### Exercise:
Leave out every picture and set down, exactly, the lines below from the one holding "reading: 3.3125 in" up to and including the one holding "reading: -38 °C".

### Available data:
+ + + + +

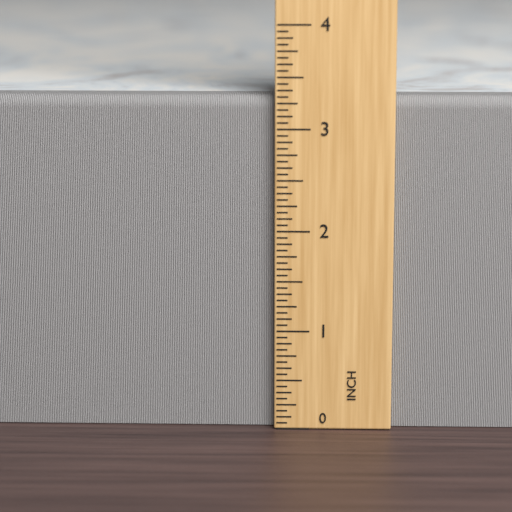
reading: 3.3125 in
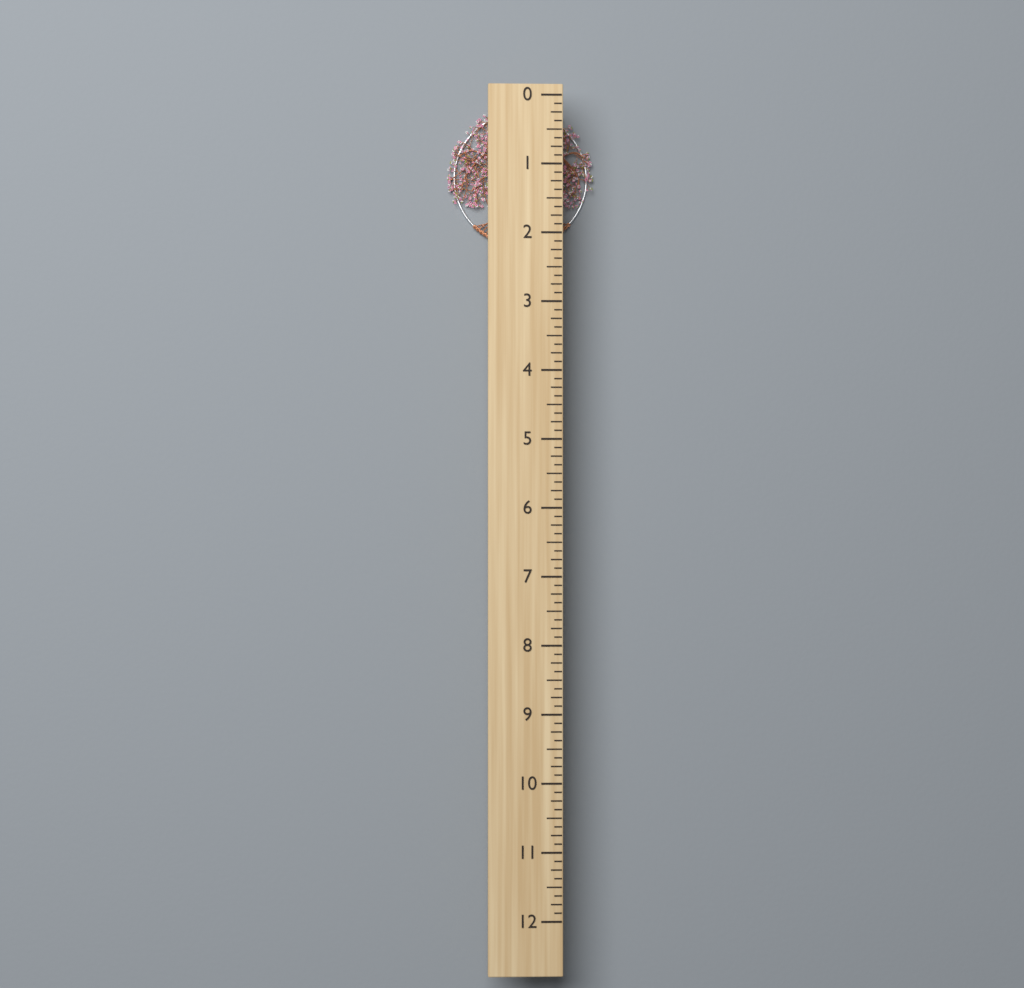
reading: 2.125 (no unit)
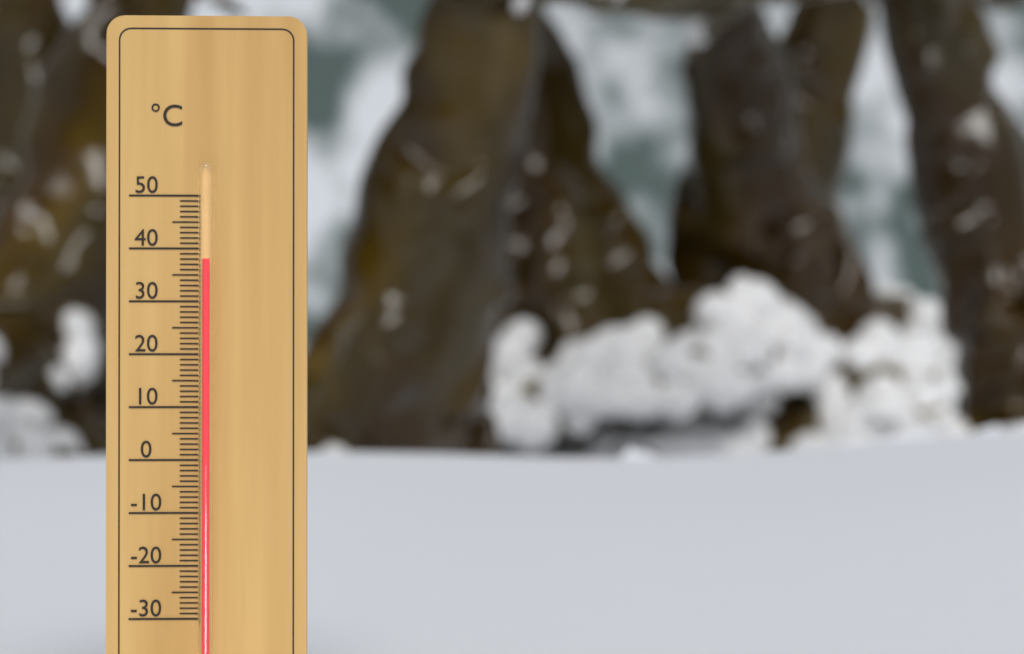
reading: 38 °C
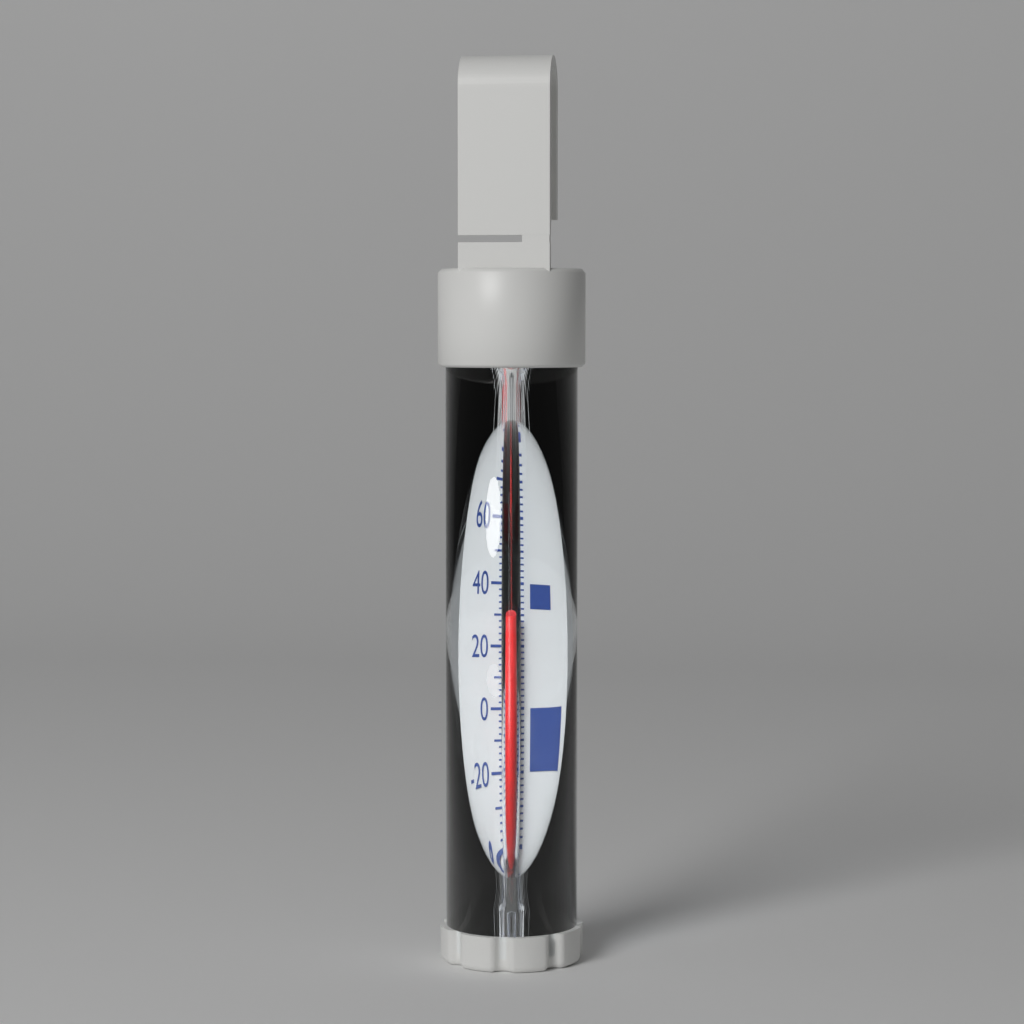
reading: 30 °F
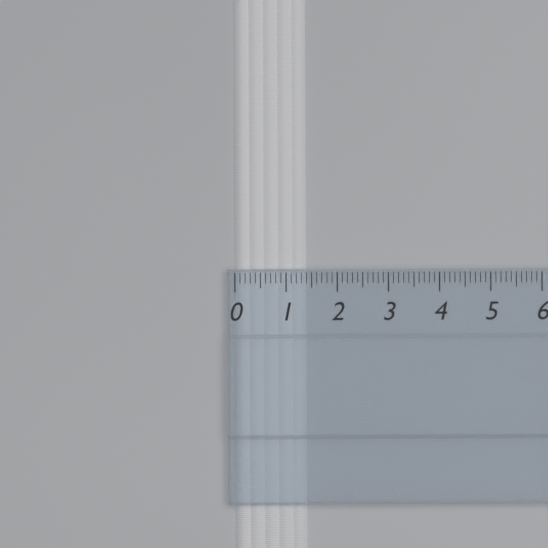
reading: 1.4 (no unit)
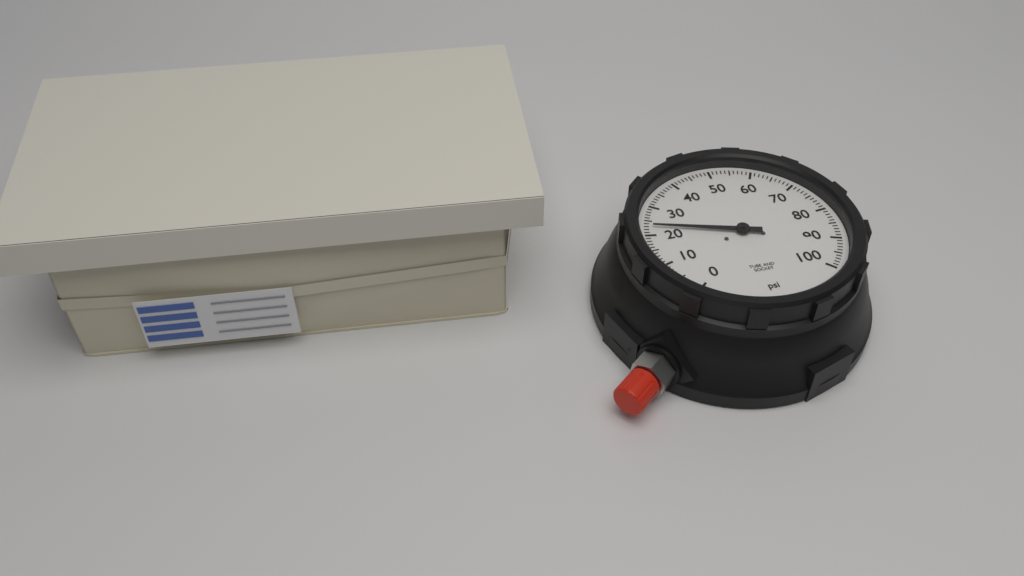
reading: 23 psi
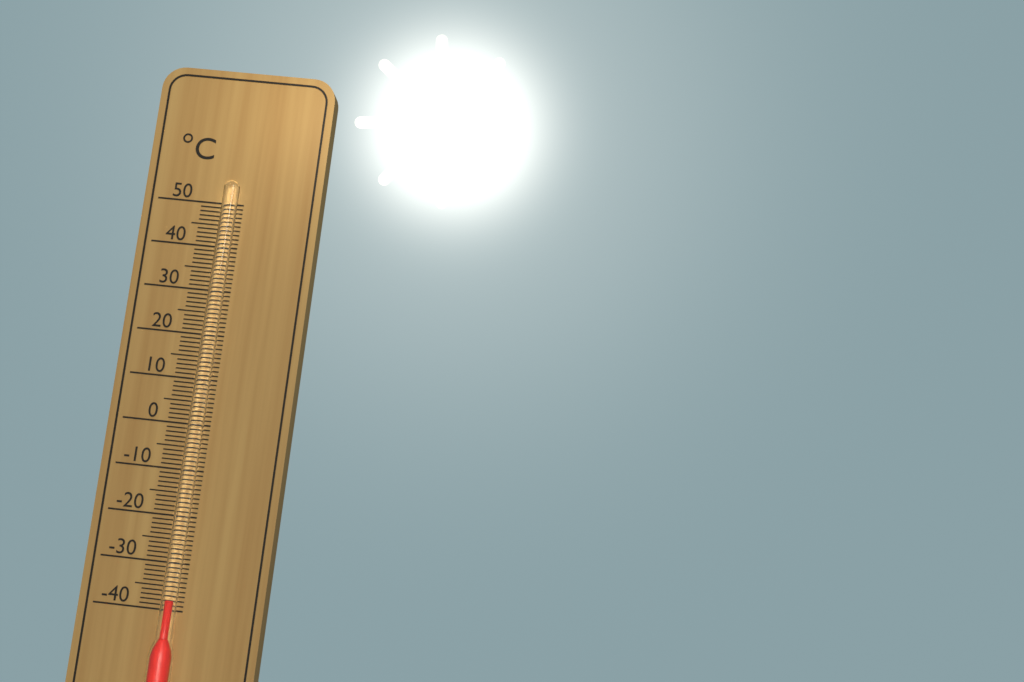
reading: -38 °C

+ + + + +

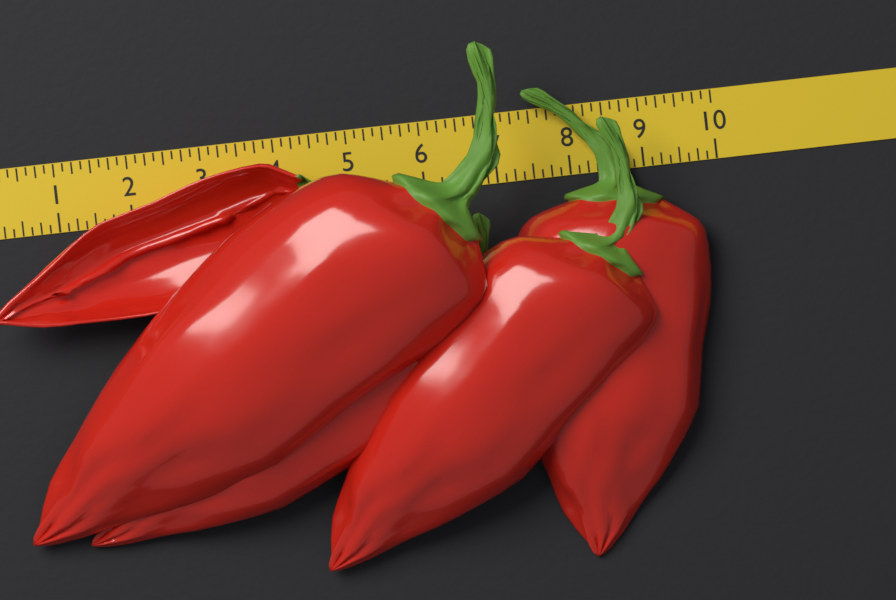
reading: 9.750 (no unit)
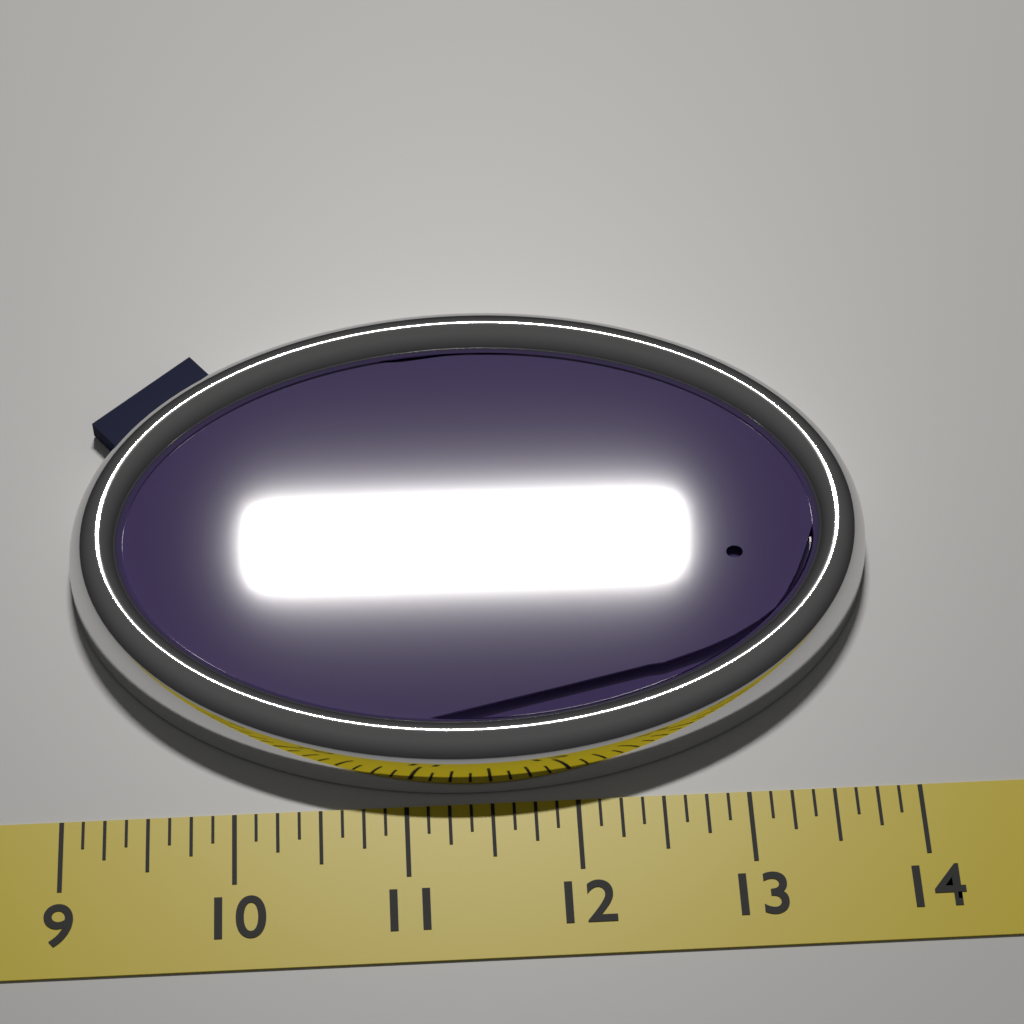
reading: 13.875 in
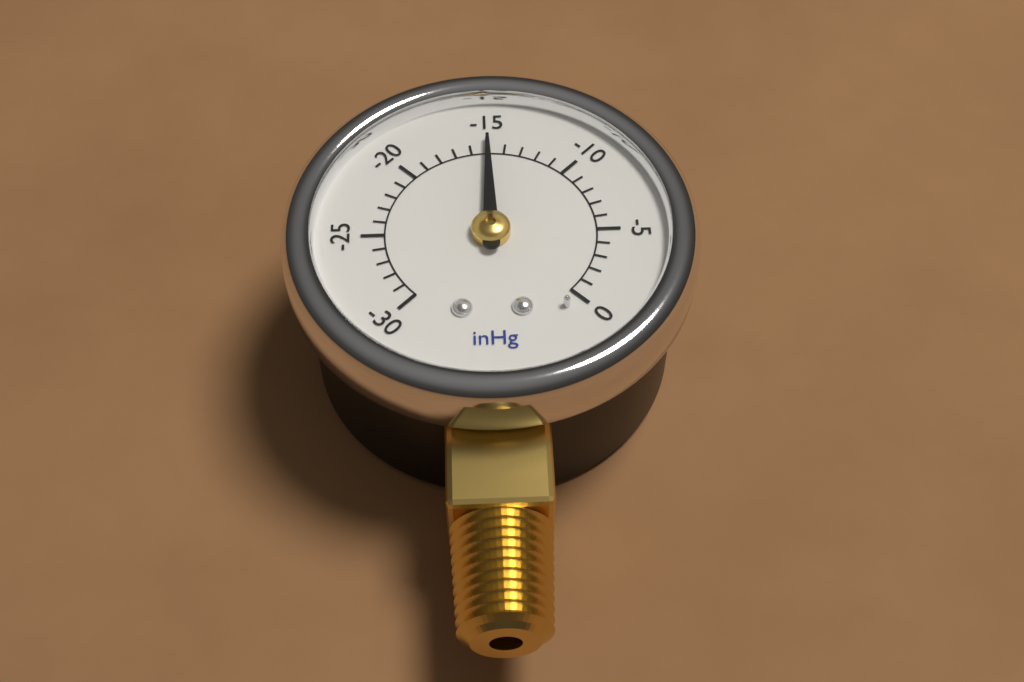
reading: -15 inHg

+ + + + +

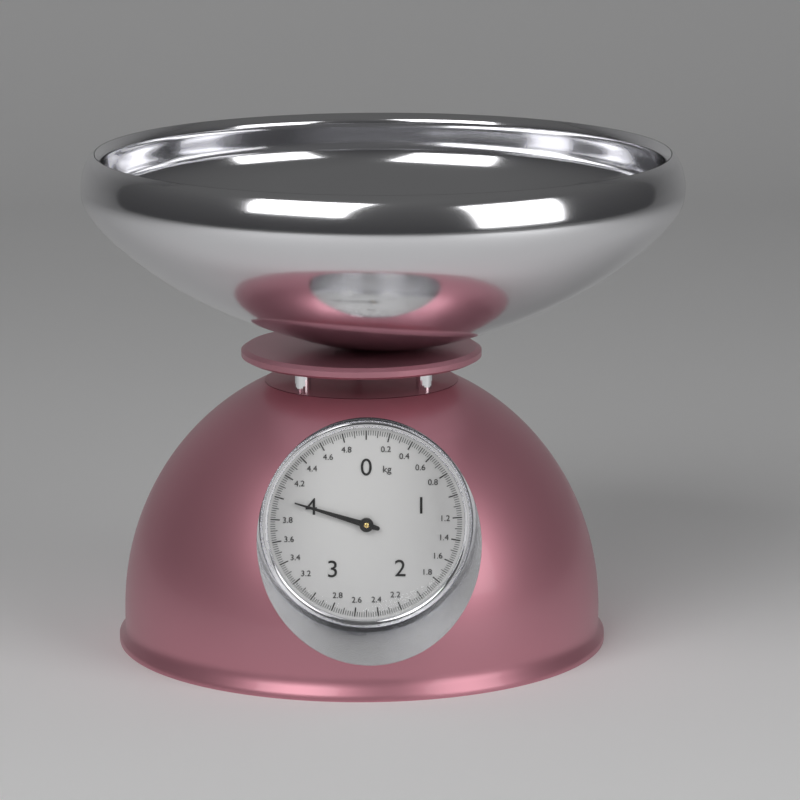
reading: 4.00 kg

+ + + + +

### Answer for the task:
reading: 3.3125 in
reading: 2.125 (no unit)
reading: 38 °C
reading: 30 °F
reading: 1.4 (no unit)
reading: 23 psi
reading: -38 °C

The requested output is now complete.